Turner Classics–Still a Great Escape and Often Provocative

 

Named by the New York Times as “the best social comedy” of 1939. 

Despite the loss of its beloved host, Robert J. Osborne,  Turner Classic Movies is still thriving. For those of you who are classic film fans (or Such Mad Fun fans), I strongly suggest subscribing to TCM’s Now Playing Newsletter. In addition to several Irish films, Thursdays devoted to journalism in the movies, a subject dear to my heart, the March programs also include a whole day devoted to social comedies featuring debutantes. And guess what? On Monday, March 18, at 2:30, These Glamour Girls (1939), will air again. You may remember that the backstory for the screenplay of this movie, written by Jane Hall and Marion Parsonnet and based on a story by our own Jane Hall, is explored in great detail in Such Mad Fun.

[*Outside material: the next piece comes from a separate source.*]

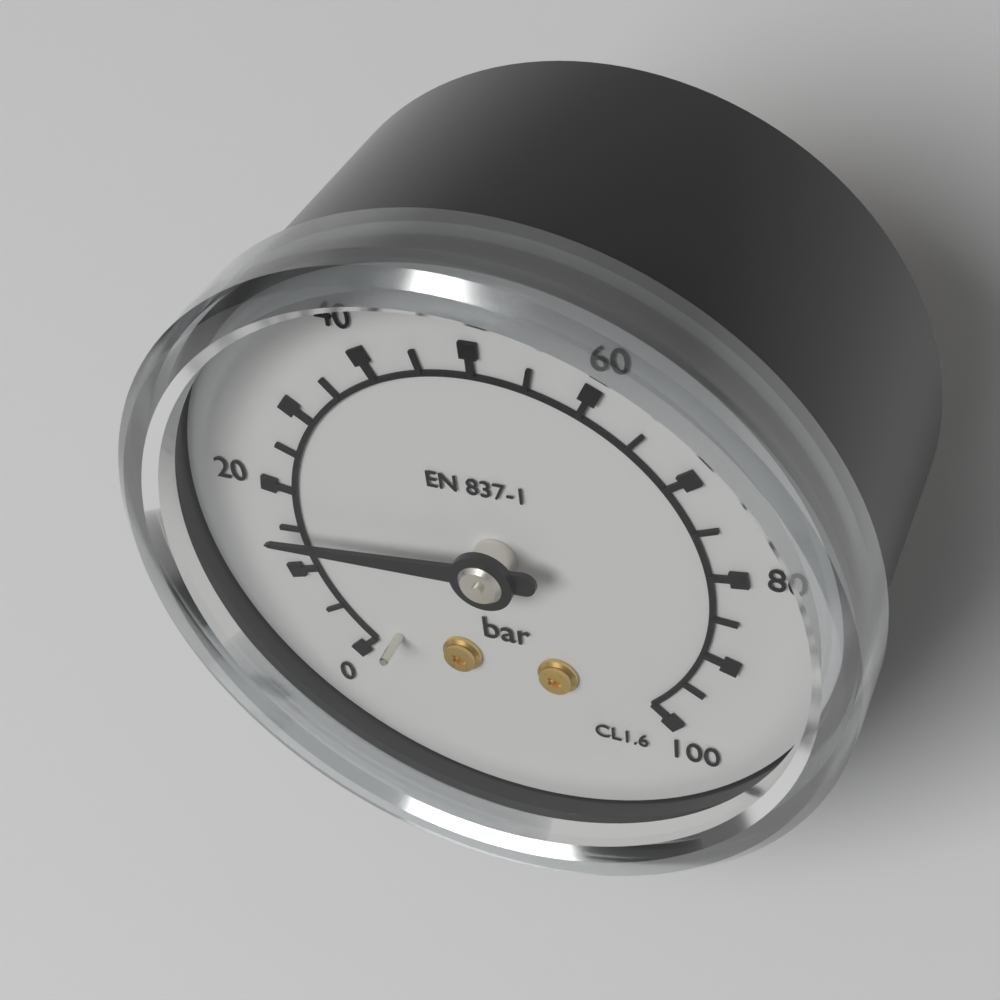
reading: 15 bar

TCM’s Frank Miller describes the movie, one of Lana Turner’s earliest, as follows:

There’s something light and sweetly appealing about Lana Turner in her earliest MGM films, particularly when she’s cast as a girl from the wrong side of the tracks. Before the studio swathed her in glamour, they cast her in this likable social satire as a taxi dancer invited to a big college party by drunken playboy Lew Ayres. What starts as a cruel joke, turns into true love when Ayres finds there’s more to her than most of the high society beauties he’s supposed to be dating. Since Turner wasn’t a big marquee name yet, MGM matched her with a quartet of female co-stars who all add to the film’s luster. Jane Bryan (on loan from Warner Bros.) is Ayres’s society sweetheart, ready to give up her family’s wealth for working-class student Richard Carlson. Ann Rutherford of the Andy Hardy films is a debutante who gets dumped by her date. Anita Louise is the resident mean girl out to make trouble any way she can. And Marsha Hunt, in one of her favorite roles, provides the heavy dramatics as a young woman considered over the hill at 20. Within a few years, Turner would move up to star status, leaving little time for ensemble pieces like this. But while it lasted, she helped bring a youthful buoyancy to MGM’s films that’s hard to resist.

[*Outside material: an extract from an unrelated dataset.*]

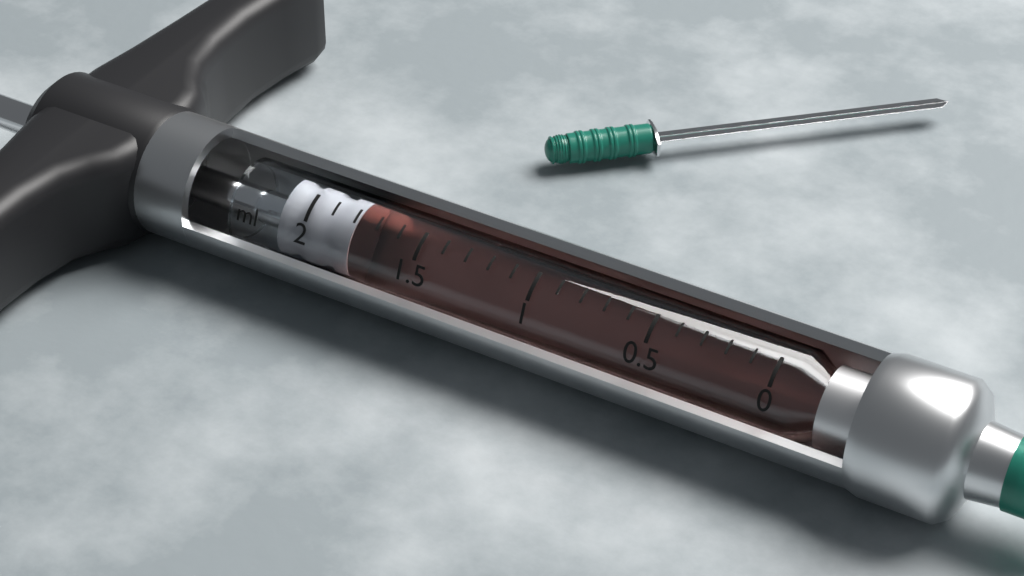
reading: 1.8 ml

And this comedy-drama about college life, originally set at Princeton University, grapples with many issues that resonate today. For weeks the producers at MGM struggled with the rigid requirements of Joe Breen and his Motion Picture Production Code enforcers who objected to, among other things, the many scenes of drinking in the original script. After multiple rewrites and assurances that none of the characters would be too scantily dressed or too drunk, the script finally passed muster. What few people know is why screenwriter Jane Hall’s worries about the effects of alcoholism go back to her early childhood. For more about that, you may want to check out the book.